SIGHTINGS


 
Diana Under Fire By
British Academics
By Lyndsay Griffiths
4-20-98
 
 

LONDON, April 17 (Reuters) - Princess Diana was accused on Friday of unleashing a tide of sentimentality in uptight Britain and hurting the royal family with her obsessive personality. In the first real broadside at Diana since her death last August, a group of right-wing academics dismissed her in a new book as a self-indulgent woman whose childish outbursts and victim's mentality were a liability to both family and country. ``She was over-emotional and emotionally self-indulgent. What else do you say of somebody who throws herself downstairs and goes on hunger strike and who parades all her deepest personal problems on television in front of the whole nation?'' the book's co-editor Peter Mullen said in one of a series of interviews.

 

The princess, whose death in a car crash unleashed a ground swell of grieving, has been canonised in public opinion and few have dared speak out against her memory. But Mullen, an Anglican clergyman, attacked Diana's sentimentality as a pernicious national influence. Modern Britain, he said, was comparable to the Roman empire in its dying days ``when it lived on the sentimental recollection of past glories.''

 

The new book, ``Faking It - The Sentimentalisation of Modern Society,'' was published on Friday by a right-wing think tank, the Social Affairs Unit. Few pillars of the establishment escaped the essayists' wrath, be it a gesture-driven Labour government, a school system bereft of education or a touchy-feely, sing-song church. It said Britain, for so long a stuffy, stiff and ceremonial country, had become a mawkish land where feeling had usurped reason and self overtaken duty. ``Today's Britain is not modern, let alone cool. It is a fake society with fake institutions,'' said the editors. ``The society's defining moment was Princess Diana's funeral, in which sentimentality -- mob grief -- was personified and canonised.'' Diana, whose sons by Prince Charles are second and third in line to the throne, personified ``the elevation of feeling over reason, self-expression over discipline, self-esteem over objective duty,'' said Professor Anthony O'Hear, author of the book's Diana diatribe.

 

``These attitudes are ones which are fundamentally hostile to notions of tradition, hierarchy, formality,'' he said. ``The monarchy depends on notions of that sort and it's in that sense she could be said to be damaging.'' Supporters were quick to defend the self-appointed ``Queen of Hearts,'' who loved to champion the underdog and has raised tens of millions for charity.

 

``It seems to me a farrago of nonsense. The Princess of Wales is one of the great figures of our time,'' said Lord St John of Fawsley, a constitutional expert and former Conservative minister. The Red Cross, whose campaign to ban landmines was a favourite of Diana's, denied she was driven by ``emotional correctness.''

 

The Centrepoint charity said its young homeless residents ``certainly didn't think her concern was fake'' when Diana paid a visit and the National Aids Trust said the princess was anything but selfish in her pioneering and personal touch with AIDS carriers.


Every record must come back unchanged, apart from the pictures, which are dropped.

Source records
* * * * * * * * *

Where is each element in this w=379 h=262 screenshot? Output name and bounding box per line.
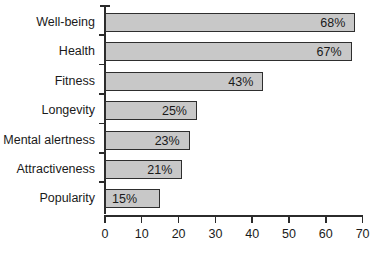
bar-row: 15%: [105, 184, 363, 213]
bar-value-label: 23%: [155, 132, 180, 151]
x-axis-tick: [141, 216, 143, 223]
bar-row: 67%: [105, 37, 363, 66]
bar-value-label: 43%: [228, 73, 253, 92]
x-axis-tick: [104, 216, 106, 223]
bar-value-label: 15%: [112, 190, 137, 209]
x-axis-tick: [251, 216, 253, 223]
x-axis-tick-label-10: 10: [135, 227, 149, 241]
bar-attractiveness[interactable]: 21%: [105, 160, 182, 179]
bar-value-label: 68%: [320, 14, 345, 33]
x-axis-tick: [215, 216, 217, 223]
bar-popularity[interactable]: 15%: [105, 189, 160, 208]
x-axis-tick-label-50: 50: [282, 227, 296, 241]
x-axis-tick-label-70: 70: [356, 227, 370, 241]
x-axis-tick: [325, 216, 327, 223]
x-axis-tick-label-20: 20: [172, 227, 186, 241]
x-axis-tick-label-40: 40: [245, 227, 259, 241]
x-axis-tick-label-0: 0: [102, 227, 109, 241]
bar-health[interactable]: 67%: [105, 42, 352, 61]
x-axis-tick: [288, 216, 290, 223]
bar-row: 43%: [105, 67, 363, 96]
bar-value-label: 25%: [162, 102, 187, 121]
bar-row: 68%: [105, 8, 363, 37]
y-axis-label-attractiveness: Attractiveness: [16, 155, 95, 184]
bar-row: 25%: [105, 96, 363, 125]
x-axis-tick: [178, 216, 180, 223]
bar-fitness[interactable]: 43%: [105, 72, 263, 91]
y-axis-label-popularity: Popularity: [39, 184, 95, 213]
bar-chart: Well-being Health Fitness Longevity Ment…: [0, 0, 379, 262]
x-axis-tick-label-60: 60: [319, 227, 333, 241]
x-axis-tick: [362, 216, 364, 223]
bar-row: 21%: [105, 155, 363, 184]
x-axis-tick-label-30: 30: [208, 227, 222, 241]
bar-well-being[interactable]: 68%: [105, 13, 355, 32]
plot-area: 68% 67% 43% 25% 23% 21%: [105, 8, 363, 214]
y-axis-label-fitness: Fitness: [55, 67, 95, 96]
y-axis-top-cap: [100, 5, 110, 7]
y-axis-label-longevity: Longevity: [41, 96, 95, 125]
bar-longevity[interactable]: 25%: [105, 101, 197, 120]
y-axis-label-mental-alertness: Mental alertness: [3, 126, 95, 155]
y-axis-category-labels: Well-being Health Fitness Longevity Ment…: [0, 8, 101, 214]
bar-row: 23%: [105, 126, 363, 155]
bar-value-label: 21%: [147, 161, 172, 180]
bar-value-label: 67%: [317, 43, 342, 62]
y-axis-label-health: Health: [59, 37, 95, 66]
y-axis-label-well-being: Well-being: [36, 8, 95, 37]
bar-mental-alertness[interactable]: 23%: [105, 131, 190, 150]
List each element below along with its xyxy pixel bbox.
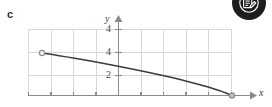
y-tick-label-bottom: 2 [99, 70, 111, 80]
y-axis-arrow [115, 15, 123, 22]
y-tick-label-top: 4 [99, 24, 111, 34]
coordinate-plot [0, 0, 272, 107]
y-tick-label-middle: 4 [99, 47, 111, 57]
figure-container: c [0, 0, 272, 107]
function-curve [42, 53, 232, 96]
x-axis-label: x [259, 88, 263, 98]
x-axis-ticks [29, 92, 232, 95]
curve-end-endpoint [229, 93, 234, 98]
x-axis-arrow [250, 92, 257, 100]
curve-start-endpoint [39, 50, 44, 55]
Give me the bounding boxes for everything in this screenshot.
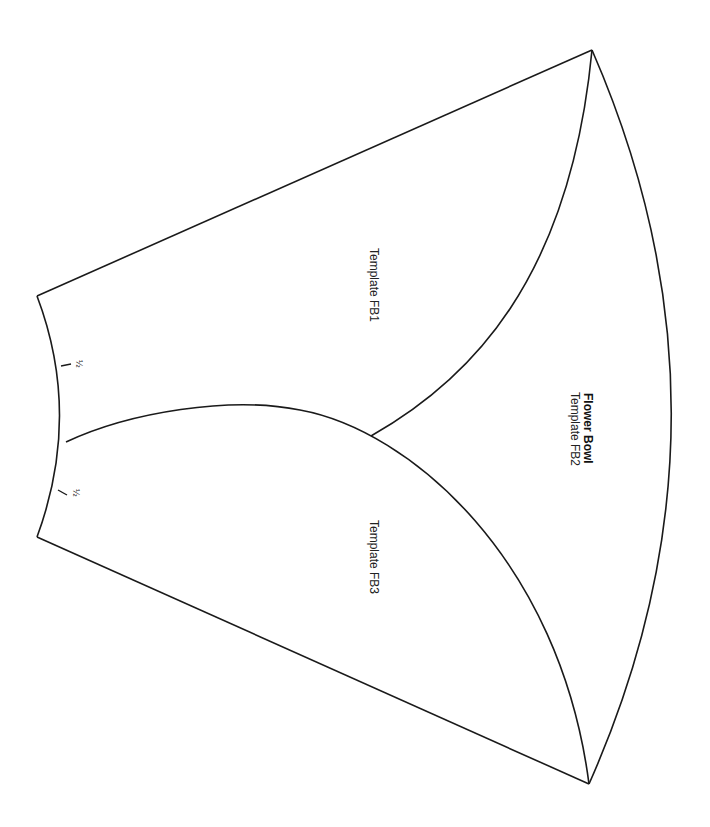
half-mark-label-lower: ½ (71, 489, 81, 497)
top-straight-edge (37, 50, 592, 296)
half-mark-tick-upper (61, 364, 71, 366)
template-fb1-label: Template FB1 (367, 248, 381, 322)
half-mark-tick-lower (58, 490, 67, 495)
outer-arc (589, 50, 671, 784)
inner-arc (37, 296, 60, 537)
flower-bowl-title: Flower Bowl (581, 393, 595, 464)
half-mark-label-upper: ½ (74, 360, 84, 368)
fb3-divider-curve (66, 405, 589, 784)
flower-bowl-template-diagram: Template FB1 Flower Bowl Template FB2 Te… (0, 0, 710, 827)
template-fb2-label: Template FB2 (568, 392, 582, 466)
template-outline-drawing (0, 0, 710, 827)
template-fb3-label: Template FB3 (367, 520, 381, 594)
fb1-fb2-divider-curve (371, 50, 592, 436)
bottom-straight-edge (37, 537, 589, 784)
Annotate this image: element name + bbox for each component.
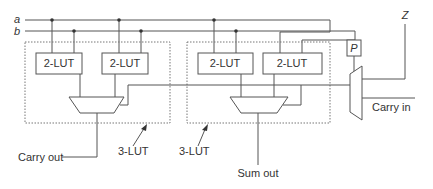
junction-dot <box>212 18 216 22</box>
right-mux <box>230 97 288 113</box>
left-mux-select <box>120 85 170 105</box>
junction-dot <box>117 18 121 22</box>
junction-dot <box>139 29 143 33</box>
junction-dot <box>234 29 238 33</box>
input-b-label: b <box>14 25 20 37</box>
wire-a-drop-4 <box>280 20 330 53</box>
input-wires <box>25 18 355 53</box>
lut-carry-chain-diagram: a b 2-LUT 2-LUT Carry out 3-LUT 3-LUT 2-… <box>0 0 433 189</box>
right-3lut-label: 3-LUT <box>179 145 210 157</box>
right-mux-select <box>283 85 301 105</box>
p-label: P <box>350 42 358 54</box>
right-2lut-2-label: 2-LUT <box>277 57 308 69</box>
z-output-wire <box>362 24 405 79</box>
junction-dot <box>50 18 54 22</box>
z-label: Z <box>401 9 410 21</box>
junction-dot <box>72 29 76 33</box>
left-3lut-block: 2-LUT 2-LUT <box>25 42 170 157</box>
sum-out-label: Sum out <box>238 167 279 179</box>
left-2lut-2-label: 2-LUT <box>110 57 141 69</box>
output-mux <box>350 66 362 120</box>
left-mux <box>69 97 124 113</box>
right-2lut-1-label: 2-LUT <box>210 57 241 69</box>
carry-out-wire <box>62 113 97 157</box>
arrow-head-icon <box>141 124 147 131</box>
left-2lut-1-label: 2-LUT <box>44 57 75 69</box>
arrow-head-icon <box>202 124 208 131</box>
input-a-label: a <box>14 13 20 25</box>
carry-out-label: Carry out <box>18 151 63 163</box>
left-3lut-label: 3-LUT <box>118 145 149 157</box>
carry-in-label: Carry in <box>372 101 411 113</box>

* * * * * * * * *

— Answer box —
Where is each element in this w=379 h=262 screenshot? Output name and bounding box per line.
bar-row: 15%: [105, 184, 363, 213]
bar-value-label: 23%: [155, 132, 180, 151]
x-axis-tick: [141, 216, 143, 223]
bar-row: 67%: [105, 37, 363, 66]
bar-value-label: 43%: [228, 73, 253, 92]
x-axis-tick: [104, 216, 106, 223]
bar-value-label: 15%: [112, 190, 137, 209]
x-axis-tick: [251, 216, 253, 223]
x-axis-tick-label-10: 10: [135, 227, 149, 241]
bar-attractiveness[interactable]: 21%: [105, 160, 182, 179]
bar-value-label: 68%: [320, 14, 345, 33]
x-axis-tick: [215, 216, 217, 223]
bar-popularity[interactable]: 15%: [105, 189, 160, 208]
x-axis-tick-label-50: 50: [282, 227, 296, 241]
x-axis-tick-label-70: 70: [356, 227, 370, 241]
x-axis-tick: [325, 216, 327, 223]
x-axis-tick-label-20: 20: [172, 227, 186, 241]
x-axis-tick-label-40: 40: [245, 227, 259, 241]
x-axis-tick-label-0: 0: [102, 227, 109, 241]
bar-health[interactable]: 67%: [105, 42, 352, 61]
x-axis-tick: [288, 216, 290, 223]
bar-row: 43%: [105, 67, 363, 96]
bar-value-label: 25%: [162, 102, 187, 121]
bar-row: 68%: [105, 8, 363, 37]
y-axis-label-attractiveness: Attractiveness: [16, 155, 95, 184]
bar-row: 25%: [105, 96, 363, 125]
x-axis-tick: [178, 216, 180, 223]
bar-fitness[interactable]: 43%: [105, 72, 263, 91]
y-axis-label-popularity: Popularity: [39, 184, 95, 213]
bar-chart: Well-being Health Fitness Longevity Ment…: [0, 0, 379, 262]
x-axis-tick-label-60: 60: [319, 227, 333, 241]
x-axis-tick: [362, 216, 364, 223]
bar-row: 21%: [105, 155, 363, 184]
x-axis-tick-label-30: 30: [208, 227, 222, 241]
bar-well-being[interactable]: 68%: [105, 13, 355, 32]
plot-area: 68% 67% 43% 25% 23% 21%: [105, 8, 363, 214]
y-axis-label-fitness: Fitness: [55, 67, 95, 96]
y-axis-top-cap: [100, 5, 110, 7]
y-axis-label-longevity: Longevity: [41, 96, 95, 125]
bar-longevity[interactable]: 25%: [105, 101, 197, 120]
y-axis-label-mental-alertness: Mental alertness: [3, 126, 95, 155]
y-axis-category-labels: Well-being Health Fitness Longevity Ment…: [0, 8, 101, 214]
bar-row: 23%: [105, 126, 363, 155]
bar-value-label: 21%: [147, 161, 172, 180]
bar-value-label: 67%: [317, 43, 342, 62]
y-axis-label-health: Health: [59, 37, 95, 66]
y-axis-label-well-being: Well-being: [36, 8, 95, 37]
bar-mental-alertness[interactable]: 23%: [105, 131, 190, 150]
List each element below along with its xyxy pixel bbox.
y-tick-label-bottom: 2 [99, 70, 111, 80]
y-axis-arrow [115, 15, 123, 22]
y-tick-label-top: 4 [99, 24, 111, 34]
coordinate-plot [0, 0, 272, 107]
y-tick-label-middle: 4 [99, 47, 111, 57]
figure-container: c [0, 0, 272, 107]
function-curve [42, 53, 232, 96]
x-axis-label: x [259, 88, 263, 98]
x-axis-ticks [29, 92, 232, 95]
curve-end-endpoint [229, 93, 234, 98]
x-axis-arrow [250, 92, 257, 100]
curve-start-endpoint [39, 50, 44, 55]
Give me the bounding boxes for everything in this screenshot.
half-mark-label-lower: ½ (71, 489, 81, 497)
top-straight-edge (37, 50, 592, 296)
half-mark-tick-upper (61, 364, 71, 366)
template-fb1-label: Template FB1 (367, 248, 381, 322)
half-mark-tick-lower (58, 490, 67, 495)
outer-arc (589, 50, 671, 784)
inner-arc (37, 296, 60, 537)
flower-bowl-title: Flower Bowl (581, 393, 595, 464)
half-mark-label-upper: ½ (74, 360, 84, 368)
fb3-divider-curve (66, 405, 589, 784)
flower-bowl-template-diagram: Template FB1 Flower Bowl Template FB2 Te… (0, 0, 710, 827)
template-fb2-label: Template FB2 (568, 392, 582, 466)
template-outline-drawing (0, 0, 710, 827)
template-fb3-label: Template FB3 (367, 520, 381, 594)
fb1-fb2-divider-curve (371, 50, 592, 436)
bottom-straight-edge (37, 537, 589, 784)
Annotate this image: element name + bbox for each component.
junction-dot <box>212 18 216 22</box>
right-mux <box>230 97 288 113</box>
left-mux-select <box>120 85 170 105</box>
junction-dot <box>117 18 121 22</box>
junction-dot <box>139 29 143 33</box>
junction-dot <box>234 29 238 33</box>
input-b-label: b <box>14 25 20 37</box>
wire-a-drop-4 <box>280 20 330 53</box>
input-wires <box>25 18 355 53</box>
lut-carry-chain-diagram: a b 2-LUT 2-LUT Carry out 3-LUT 3-LUT 2-… <box>0 0 433 189</box>
right-3lut-label: 3-LUT <box>179 145 210 157</box>
right-mux-select <box>283 85 301 105</box>
p-label: P <box>350 42 358 54</box>
right-2lut-2-label: 2-LUT <box>277 57 308 69</box>
z-output-wire <box>362 24 405 79</box>
junction-dot <box>50 18 54 22</box>
z-label: Z <box>401 9 410 21</box>
junction-dot <box>72 29 76 33</box>
left-3lut-block: 2-LUT 2-LUT <box>25 42 170 157</box>
sum-out-label: Sum out <box>238 167 279 179</box>
left-2lut-2-label: 2-LUT <box>110 57 141 69</box>
output-mux <box>350 66 362 120</box>
left-mux <box>69 97 124 113</box>
right-2lut-1-label: 2-LUT <box>210 57 241 69</box>
carry-out-wire <box>62 113 97 157</box>
arrow-head-icon <box>141 124 147 131</box>
left-2lut-1-label: 2-LUT <box>44 57 75 69</box>
arrow-head-icon <box>202 124 208 131</box>
input-a-label: a <box>14 13 20 25</box>
carry-out-label: Carry out <box>18 151 63 163</box>
left-3lut-label: 3-LUT <box>118 145 149 157</box>
carry-in-label: Carry in <box>372 101 411 113</box>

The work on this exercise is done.